Our team

It’s time to learn more about people in the background

Meet our valuable Outreach project members, who work hard to prepare this project for you. Explore their short bio and if needed contact them or follow them on social networks. Our team members come from all around the world and are highly qualified professionals in different fields and usually also amateur astronomers. You can send them a message via the Contact page too, just state for whom the message is and we make sure it will reach them.

Radim Stano

Project lead & DACH+Scotland Coordinator

Radim is an IT professional and amateur astronomer with a focus on lunar, solar and planetary photography. He holds a BSc degree in electronics. He has been a member of the GMN for 3 years operating 3 meteor cameras and he is also a member of The Astronomical Society of Edinburgh.
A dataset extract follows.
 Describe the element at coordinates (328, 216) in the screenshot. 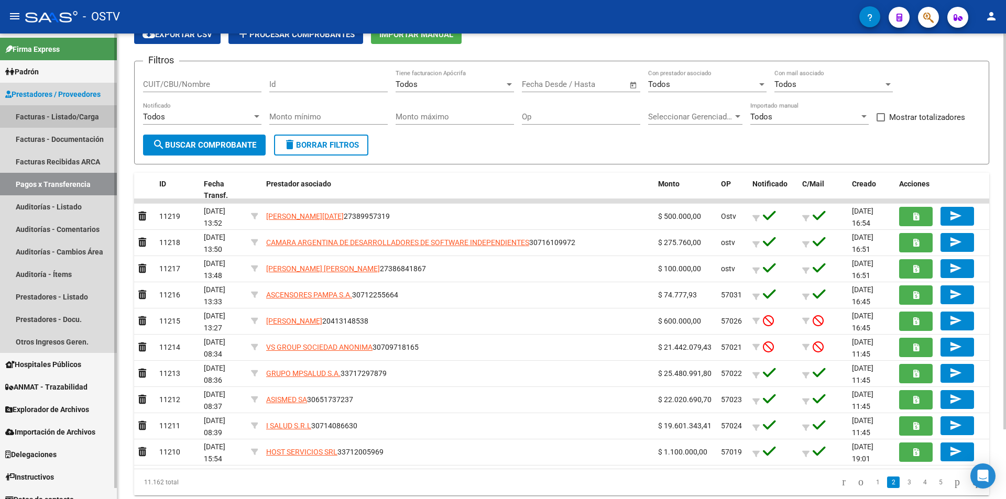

He is passionate about science, especially astronomy, astrobiology and mathematics, technology and education and prefers cross-disciplinary projects like the GMN and the GMN Outreach project.

Denis Vida

Guarantor & Global Meteor Network founder

Denis is a Meteor physics postdoctoral researcher at Western University, Canada. He leverages his formal training in computer science to apply AI and machine learning methods in his work. He is passionate about introducing AI to astronomy. He is the founder and coordinator of the Global Meteor Network, an open-source project which has over 1000 cameras worldwide and that aims to observe every accessible meteor.

Tim Cooper

South Africa Coordinator & Author

Tim Cooper has been observing meteors since 1973. He is currently Director of the Comet, Asteroid and Meteor Section of the Astronomical Society of Southern Africa, objects he observes from his observatory near Johannesburg, South Africa.  Tim was a member of the team which located and recovered fragments of asteroid 2018 LA, only the second asteroid discovered in space before it impacted Earth on 2 June 2018.

Paul Roche

Wales Coordinator

Paul is Professor of Astronomy Education at Cardiff University in Wales, UK, and he’s involved in several STEM education programmes, mostly in the area of astronomy and planetary sciences. He is currently co-ordinating a programme to pull-together a number of previous projects under the umbrella title of ‘Deep Space to Deep Impact’, funded by the UK Science and Technology Facilities Council, which includes putting GMN cameras into schools across Wales.

Laurie Stanton

Washington state Coordinator

Mirjana Malarić

Author

Mirjana is an M.Sc. Electrical engineer in radiocommunications. For more than 30 years she has been working as a teacher in a vocational school in Zagreb, Croatia, teaching electronics and computer science. She’s been involved with amateur astronomy for more than 45 years, observing Moon, planets, variable stars, Sun and meteors. She’s continuously popularizing astronomy in schools and the public. She joined the Croatian Meteor Network (now GMN) in 2010 and since then she has been maintaining an RMS station in her home.

Rob Steele

Author & Speaker

Rob is a retired software engineer from JPL where the last two projects he was working on the Opportunity and Curiosity rovers. He’s been involved with astronomy since he was 14 when his father and he built an 8″ telescope. He’s been involved with GMN for the last two years. The last 6 months he’s been working with students to setup a local network of meteor cameras in the Frazier Park area of California.




Mary McIntyre

Author & Speaker

Mary is an amateur astronomer and astronomy communicator based in Oxfordshire, UK. Mary and her husband Mark have been running four GMN meteor cameras for about six years.  She was awarded the Sir Patrick Moore Prize for her outreach activities. She is a Fellow of the Royal Astronomical Society, a Society for Popular Astronomy council member and is a member of the BAA. She is a contributor to Sky at Night Magazine and the Yearbook of Astronomy and several other books. She is also a co-presenter of the Comet Watch radio show and an occasional panel member on the Space Oddities live panel show.

Horst Meyerdierks

Author

Horst Meyerdierks is a retired Linux and network administrator from the Royal Observatory Edinburgh. He has been an amateur astronomer since aged 14, obtained a PhD in astronomy from the University of Bonn and then worked for a few years as application programmer for UK astronomy.